November 22, 2004
Jose Gilberto Soto was born on November 6, 1954 in Usulutan, El Salvador.
Gilberto was devoted to his family and leaves his children (Blanca, Rosalva, and
Edson), his wife (Alva “Maritza”), his mother (Blanca Rivas), his siblings
(Henry, Julio, Francisco, Yolanda, Araly and Mayra), and his extended family of
port drivers and Teamsters.
In 1975, Gilberto came to the U.S. from El Salvador, where
he had been working as a bank teller. In New Jersey, he worked as a trash
collector, waiter, cook, factory worker, general maintenance, and landscaper
until he settled at CEFCO, an electrical fuse manufacturer, in North Bergen,
NJ. It was at CEFCO that Gilberto first joined the Teamsters and served as a
union shop steward until 1985. In April of 1985, Gilberto was appointed as a
Business Representative for Local 11 and in this capacity he developed his
organizing skills and recruited new members into the Local. Gilberto quickly
rose through the ranks and became President of Local 11 in 1993, the first
Latino president of a Teamsters local union in New Jersey. At the same time,
Gilberto was committed to fulfilling his life dream of obtaining a college
degree. He attended Hudson County Community College and then transferred to
Kean University, where he received his Bachelor’s degree in Political Science in
May of 1994.
After attaining his degree, Gilberto continued organizing
workers with the National Union of Hospital and Health Care Employees from
1994-2000, and then served as a Business Agent for Teamsters Local 723 until he
was hired by the International Brotherhood of Teamsters as Port Division
Representative for the New York-New Jersey and New England regions.
Gilberto was an ardent supporter of the FMLN and the New
York chapter of the Committee in Solidarity with the People of El Salvador.
In early 2004, Governor James E. McGreevey appointed
Gilberto to the New Jersey Clean Air Council and to the New Jersey Environmental
Justice Advisory Council.
In addition to Gilberto’s union activities, Gilberto
organized and managed El Sirpo soccer team. He also convinced Hudson County to
build a soccer field in North Bergen’s Hudson Park. Gilberto was a founder of
CEUS, an organization that sends financial aid and computers to El Salvador.
Gilberto also wrote poetry, played the guitar, and was an elegant salsa dancer.
On October 30, 2004, Gilberto traveled to Central America
to meet with port truck drivers and labor officials in El Salvador, Nicaragua,
and Honduras to better understand working conditions for port drivers there and
to create a solidarity network between Teamsters and their Central American
counterparts. Gilberto was assassinated Friday evening, November 5, at 6:00
p.m., outside of his mother’s house in the city of Usulutan, El Salvador.
Witnesses say he was shot in the back by three men, who waited outside his house
and fled in a getaway car. He died immediately.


(Task statement) Whenever a line in the data holds the string "input", pull that line out.

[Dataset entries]
——

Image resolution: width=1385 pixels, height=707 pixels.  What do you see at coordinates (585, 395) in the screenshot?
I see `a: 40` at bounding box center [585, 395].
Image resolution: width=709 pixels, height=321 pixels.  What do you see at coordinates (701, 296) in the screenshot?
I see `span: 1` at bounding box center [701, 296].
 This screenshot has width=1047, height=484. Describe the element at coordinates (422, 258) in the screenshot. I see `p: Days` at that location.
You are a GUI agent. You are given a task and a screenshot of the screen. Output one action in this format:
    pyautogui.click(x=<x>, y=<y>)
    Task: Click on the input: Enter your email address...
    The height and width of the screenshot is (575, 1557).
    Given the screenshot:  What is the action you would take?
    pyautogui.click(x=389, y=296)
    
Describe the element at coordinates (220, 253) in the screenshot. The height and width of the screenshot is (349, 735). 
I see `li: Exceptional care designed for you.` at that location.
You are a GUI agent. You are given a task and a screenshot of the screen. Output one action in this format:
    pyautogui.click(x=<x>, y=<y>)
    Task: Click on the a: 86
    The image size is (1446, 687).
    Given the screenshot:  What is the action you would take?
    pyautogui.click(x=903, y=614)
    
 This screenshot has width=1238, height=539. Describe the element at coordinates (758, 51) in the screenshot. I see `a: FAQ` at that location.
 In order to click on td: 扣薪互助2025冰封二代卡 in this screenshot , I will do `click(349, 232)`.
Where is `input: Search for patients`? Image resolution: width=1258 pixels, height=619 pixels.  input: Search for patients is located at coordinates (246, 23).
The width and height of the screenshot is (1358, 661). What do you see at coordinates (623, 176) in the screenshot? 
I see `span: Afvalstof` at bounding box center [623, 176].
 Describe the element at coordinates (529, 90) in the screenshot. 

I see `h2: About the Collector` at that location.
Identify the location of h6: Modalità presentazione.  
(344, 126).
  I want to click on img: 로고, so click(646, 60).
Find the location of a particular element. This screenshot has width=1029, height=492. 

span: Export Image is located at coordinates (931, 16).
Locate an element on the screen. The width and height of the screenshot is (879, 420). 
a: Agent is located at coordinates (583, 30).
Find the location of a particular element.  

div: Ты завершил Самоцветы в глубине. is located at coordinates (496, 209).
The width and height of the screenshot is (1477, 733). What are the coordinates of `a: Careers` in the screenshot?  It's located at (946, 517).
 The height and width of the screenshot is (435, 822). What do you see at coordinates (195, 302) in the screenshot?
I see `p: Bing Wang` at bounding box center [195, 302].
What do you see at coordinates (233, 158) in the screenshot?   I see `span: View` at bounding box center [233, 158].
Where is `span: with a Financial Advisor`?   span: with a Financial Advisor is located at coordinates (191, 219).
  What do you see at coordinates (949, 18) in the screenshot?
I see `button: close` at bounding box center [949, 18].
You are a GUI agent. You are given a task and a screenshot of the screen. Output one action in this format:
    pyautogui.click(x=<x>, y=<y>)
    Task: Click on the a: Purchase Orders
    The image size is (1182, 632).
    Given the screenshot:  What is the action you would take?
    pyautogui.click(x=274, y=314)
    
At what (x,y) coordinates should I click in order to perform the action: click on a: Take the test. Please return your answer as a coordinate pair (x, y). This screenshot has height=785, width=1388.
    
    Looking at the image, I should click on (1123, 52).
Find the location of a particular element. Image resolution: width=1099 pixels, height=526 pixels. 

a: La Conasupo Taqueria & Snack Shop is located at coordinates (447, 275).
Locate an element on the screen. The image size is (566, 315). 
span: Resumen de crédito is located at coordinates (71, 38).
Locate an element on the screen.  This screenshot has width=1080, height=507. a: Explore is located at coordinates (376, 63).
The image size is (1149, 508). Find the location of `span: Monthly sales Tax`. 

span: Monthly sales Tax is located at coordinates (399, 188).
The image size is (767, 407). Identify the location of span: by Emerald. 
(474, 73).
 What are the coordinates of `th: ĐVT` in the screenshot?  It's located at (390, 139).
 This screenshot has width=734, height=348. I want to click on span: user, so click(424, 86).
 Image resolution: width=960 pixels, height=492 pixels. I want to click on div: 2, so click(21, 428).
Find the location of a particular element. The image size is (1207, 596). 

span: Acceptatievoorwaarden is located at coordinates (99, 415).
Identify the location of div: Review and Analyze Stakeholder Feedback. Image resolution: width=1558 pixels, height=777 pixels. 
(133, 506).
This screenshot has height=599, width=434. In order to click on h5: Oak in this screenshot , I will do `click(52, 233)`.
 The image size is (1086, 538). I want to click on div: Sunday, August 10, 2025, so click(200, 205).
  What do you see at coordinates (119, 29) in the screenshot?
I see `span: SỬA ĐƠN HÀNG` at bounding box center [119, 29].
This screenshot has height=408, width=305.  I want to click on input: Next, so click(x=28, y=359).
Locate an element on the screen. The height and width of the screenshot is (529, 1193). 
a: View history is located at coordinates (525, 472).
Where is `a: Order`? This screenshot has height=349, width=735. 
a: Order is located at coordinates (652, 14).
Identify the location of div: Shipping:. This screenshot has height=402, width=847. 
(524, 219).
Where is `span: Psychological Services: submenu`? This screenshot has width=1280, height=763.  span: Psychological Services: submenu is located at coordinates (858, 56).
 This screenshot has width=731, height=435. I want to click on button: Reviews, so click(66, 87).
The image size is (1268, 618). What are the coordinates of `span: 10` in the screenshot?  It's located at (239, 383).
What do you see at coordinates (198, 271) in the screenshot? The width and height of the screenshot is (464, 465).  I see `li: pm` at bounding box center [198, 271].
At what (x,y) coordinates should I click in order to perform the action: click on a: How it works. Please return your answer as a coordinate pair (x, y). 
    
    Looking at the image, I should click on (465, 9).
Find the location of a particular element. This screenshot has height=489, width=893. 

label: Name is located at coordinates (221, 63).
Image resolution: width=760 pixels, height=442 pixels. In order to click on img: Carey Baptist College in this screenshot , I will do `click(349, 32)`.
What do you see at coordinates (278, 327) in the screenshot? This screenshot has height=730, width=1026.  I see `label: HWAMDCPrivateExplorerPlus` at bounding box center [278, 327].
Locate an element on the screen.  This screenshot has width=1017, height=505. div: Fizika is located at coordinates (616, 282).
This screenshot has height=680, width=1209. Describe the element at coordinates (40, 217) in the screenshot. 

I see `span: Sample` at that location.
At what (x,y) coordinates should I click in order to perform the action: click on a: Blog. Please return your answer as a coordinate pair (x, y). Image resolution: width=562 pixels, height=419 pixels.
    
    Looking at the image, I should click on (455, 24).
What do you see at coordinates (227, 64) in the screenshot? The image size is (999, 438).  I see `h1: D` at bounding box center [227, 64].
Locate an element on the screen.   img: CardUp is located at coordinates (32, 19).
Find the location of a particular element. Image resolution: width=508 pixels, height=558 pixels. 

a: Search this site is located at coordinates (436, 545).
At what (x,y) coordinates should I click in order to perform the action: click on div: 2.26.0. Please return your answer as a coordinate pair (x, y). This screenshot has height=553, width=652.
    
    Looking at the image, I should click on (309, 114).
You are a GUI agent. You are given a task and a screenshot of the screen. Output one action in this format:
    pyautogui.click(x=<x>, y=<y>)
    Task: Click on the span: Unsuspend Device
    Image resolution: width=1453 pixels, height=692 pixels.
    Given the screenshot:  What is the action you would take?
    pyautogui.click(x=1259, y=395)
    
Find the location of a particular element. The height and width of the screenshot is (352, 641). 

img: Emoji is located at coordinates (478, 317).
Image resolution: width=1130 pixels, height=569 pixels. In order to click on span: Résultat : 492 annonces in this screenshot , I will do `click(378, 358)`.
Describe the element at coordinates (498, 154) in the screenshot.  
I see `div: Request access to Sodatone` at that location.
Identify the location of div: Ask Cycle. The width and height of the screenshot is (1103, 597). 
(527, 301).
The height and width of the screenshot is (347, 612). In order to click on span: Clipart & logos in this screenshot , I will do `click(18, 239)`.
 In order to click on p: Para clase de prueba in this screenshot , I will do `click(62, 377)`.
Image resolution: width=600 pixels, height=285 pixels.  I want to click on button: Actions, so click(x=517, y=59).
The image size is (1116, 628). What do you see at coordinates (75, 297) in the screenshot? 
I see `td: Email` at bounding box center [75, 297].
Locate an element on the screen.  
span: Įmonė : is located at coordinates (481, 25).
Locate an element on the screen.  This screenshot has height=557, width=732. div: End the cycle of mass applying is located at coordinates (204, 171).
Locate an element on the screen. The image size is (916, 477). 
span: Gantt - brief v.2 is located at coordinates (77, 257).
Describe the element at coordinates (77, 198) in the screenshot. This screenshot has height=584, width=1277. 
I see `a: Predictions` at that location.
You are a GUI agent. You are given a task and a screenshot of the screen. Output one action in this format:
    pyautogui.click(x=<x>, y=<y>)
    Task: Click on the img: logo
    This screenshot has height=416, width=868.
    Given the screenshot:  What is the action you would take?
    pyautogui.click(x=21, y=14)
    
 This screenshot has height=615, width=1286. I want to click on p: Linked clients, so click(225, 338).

——

(Your response)
    Task: Click on the input: Enter your email address...
Where is `input: Search for patients`? Image resolution: width=1258 pixels, height=619 pixels.  input: Search for patients is located at coordinates (246, 23).
This screenshot has height=408, width=305.  I want to click on input: Next, so click(x=28, y=359).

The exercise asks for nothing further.